Cui: 25 Preludes for Piano by Jeffrey Biegel

Cui: 25 Preludes for Piano, op. 64

Jeffrey Biegel, piano.


Naxos 8.555557. Recorded 1993. Reissue, 67:00.—César Cui. The name itself carries a faint whiff of the archive, the kind of composer you encounter in footnotes about the Mighty Handful and then quietly forget. He was, by most accounts—including those of people who admired him personally—the least gifted of that remarkable Russian quintet. The critic Richard Anthony put it with memorable brutality: “the poorest composer, the loudest talker.” Not an epitaph one would choose.

And yet here are these twenty-five preludes, op. 64, and they ask to be heard on their own terms.

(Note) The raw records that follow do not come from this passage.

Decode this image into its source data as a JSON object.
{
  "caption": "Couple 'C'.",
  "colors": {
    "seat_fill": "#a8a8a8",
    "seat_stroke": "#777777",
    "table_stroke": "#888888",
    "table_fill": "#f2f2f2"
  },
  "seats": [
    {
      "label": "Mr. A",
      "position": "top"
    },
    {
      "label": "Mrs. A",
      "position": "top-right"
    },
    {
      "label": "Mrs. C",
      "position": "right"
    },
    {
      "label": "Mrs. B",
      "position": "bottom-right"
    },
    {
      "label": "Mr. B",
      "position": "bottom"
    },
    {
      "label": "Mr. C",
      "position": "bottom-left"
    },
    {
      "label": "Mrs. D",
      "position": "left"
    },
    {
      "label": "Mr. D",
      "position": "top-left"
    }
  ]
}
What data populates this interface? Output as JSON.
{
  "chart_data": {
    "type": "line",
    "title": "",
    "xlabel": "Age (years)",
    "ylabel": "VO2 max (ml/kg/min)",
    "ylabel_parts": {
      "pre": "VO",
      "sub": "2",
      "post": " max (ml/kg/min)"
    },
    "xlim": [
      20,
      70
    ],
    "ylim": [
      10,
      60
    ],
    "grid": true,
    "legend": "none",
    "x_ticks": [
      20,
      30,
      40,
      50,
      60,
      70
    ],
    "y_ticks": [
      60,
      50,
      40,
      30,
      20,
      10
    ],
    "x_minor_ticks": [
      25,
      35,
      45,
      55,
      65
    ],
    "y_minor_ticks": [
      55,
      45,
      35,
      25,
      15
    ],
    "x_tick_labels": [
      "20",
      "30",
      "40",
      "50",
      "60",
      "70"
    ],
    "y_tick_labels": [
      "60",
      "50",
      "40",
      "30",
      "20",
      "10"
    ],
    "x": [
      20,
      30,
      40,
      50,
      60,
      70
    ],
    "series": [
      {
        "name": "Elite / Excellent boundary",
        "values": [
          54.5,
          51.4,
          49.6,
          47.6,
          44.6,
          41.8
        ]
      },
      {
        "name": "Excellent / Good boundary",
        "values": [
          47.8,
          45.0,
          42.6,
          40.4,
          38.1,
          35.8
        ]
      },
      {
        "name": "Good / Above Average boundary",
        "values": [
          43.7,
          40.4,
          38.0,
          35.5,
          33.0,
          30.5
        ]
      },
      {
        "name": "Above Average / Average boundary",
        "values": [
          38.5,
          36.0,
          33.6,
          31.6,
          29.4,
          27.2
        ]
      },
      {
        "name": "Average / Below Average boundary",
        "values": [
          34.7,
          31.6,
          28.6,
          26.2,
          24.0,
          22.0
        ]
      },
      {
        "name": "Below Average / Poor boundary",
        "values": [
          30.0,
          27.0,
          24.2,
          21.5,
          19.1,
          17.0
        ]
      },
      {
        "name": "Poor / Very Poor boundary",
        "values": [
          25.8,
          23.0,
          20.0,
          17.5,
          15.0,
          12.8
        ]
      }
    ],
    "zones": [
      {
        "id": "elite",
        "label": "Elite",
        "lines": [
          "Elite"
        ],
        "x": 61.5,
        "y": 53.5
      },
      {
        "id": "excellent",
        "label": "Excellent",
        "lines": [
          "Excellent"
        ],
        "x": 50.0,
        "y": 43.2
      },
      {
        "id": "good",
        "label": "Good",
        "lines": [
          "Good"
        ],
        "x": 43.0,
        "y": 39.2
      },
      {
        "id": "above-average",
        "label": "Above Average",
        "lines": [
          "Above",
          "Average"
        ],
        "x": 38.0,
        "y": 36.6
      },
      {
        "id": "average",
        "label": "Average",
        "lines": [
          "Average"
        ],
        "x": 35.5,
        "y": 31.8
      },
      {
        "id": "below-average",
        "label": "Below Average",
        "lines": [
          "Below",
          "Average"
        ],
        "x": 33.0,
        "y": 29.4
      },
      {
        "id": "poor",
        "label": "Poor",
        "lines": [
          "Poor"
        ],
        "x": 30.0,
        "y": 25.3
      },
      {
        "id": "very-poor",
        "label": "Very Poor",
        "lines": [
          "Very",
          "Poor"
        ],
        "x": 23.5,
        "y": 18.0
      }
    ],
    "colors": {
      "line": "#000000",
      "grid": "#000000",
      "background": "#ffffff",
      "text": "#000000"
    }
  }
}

Cui’s biography is genuinely strange. Son of a French officer stranded in Russia after Napoleon’s catastrophic 1812 campaign and a Lithuanian mother, he became a career military engineer—an authority on fortifications, no less—while composing on the side, writing criticism with considerable energy, and somehow attaching himself to Balakirev’s circle in St. Petersburg. The music came second, or perhaps third. This matters. It explains a great deal about the piano pieces: they have the quality of a cultivated amateur’s work, polished but not driven by any particular inner necessity.

The op. 64 preludes date from around the same years that Rachmaninoff was completing his op. 23 set and Scriabin was producing, with almost terrifying velocity, preludes opp. 31 through 39 and the Fourth Sonata. That comparison is not entirely fair to Cui—it’s a bit like standing a competent watercolorist next to Turner—but it does clarify what these pieces are and aren’t.

What they aren’t: harmonically adventurous. What they are: carefully, often beautifully organized.

Cui’s key scheme is worth pausing over. Rather than the circle-of-fifths logic that governs Chopin’s op. 28, or the alternating relative-minor relationships Scriabin favored, Cui pairs each major key with its mediant minor—C major with E minor, G major with B minor, and so on through the cycle, returning finally to C major. It sounds academic when described, but in practice it lends the sequence a quiet coherence, a sense of tonal rhyming, that makes the complete cycle more satisfying than any random selection of individual pieces.

And some of those individual pieces are genuinely lovely. The ninth prelude in E major—a piece of such unassuming melodic grace that you find yourself humming it afterward, slightly embarrassed. Several others have that quality Schumann achieved in his smaller piano pieces: the sense of a private world glimpsed through a half-open door. The stylistic debts are obvious. Chopin, Schumann, Rubinstein—these are the presiding spirits, not Scriabin or Rachmaninoff. But so what? The world of 1903 contained multitudes.

The more energetic preludes are less convincing. When Cui pushes toward anything resembling climax or dramatic weight, you feel the limitation immediately—not a failure of craft exactly, more an absence of that peculiar pressure that drives great music forward even when it doesn’t want to go. The marches feel dutiful. The studies feel like studies.

Jeffrey Biegel plays all of this with evident care and considerable sensitivity. In the quieter pieces especially—and this disc’s slightly close, hard acoustic is less of a problem there—he finds real intimacy, a genuine sense of music being discovered rather than performed. The brighter, more percussive passages expose the disc’s limitations more nakedly; the piano sound goes a bit brittle, boxlike, the tone losing its body at the top of the dynamic range. This is a reissue of a 1993 Marco Polo release, and it sounds like one.

But Biegel’s interpretive instincts are sound. He understands that this music cannot be bullied into significance, only coaxed into revealing what it actually contains. That is a real skill.

So. Are these preludes worth your time?

Yes—with eyes open. This is not a hidden masterpiece. Cui was a miniaturist of modest but genuine gifts, and the op. 64 set represents him at something close to his best. Heard as a complete cycle, with its careful tonal architecture providing a structural backbone the individual pieces couldn’t supply on their own, it adds up to something more than its parts suggest. Heard piecemeal, the weaker numbers drag.

What Cui offers, ultimately, is a certain quality of civilized, undemanding pleasure—music that asks nothing more than an attentive afternoon. There are worse things to ask.

Tom Fasano has been writing reviews of classical music recordings for the past quarter century. He's finally making them public on this blog.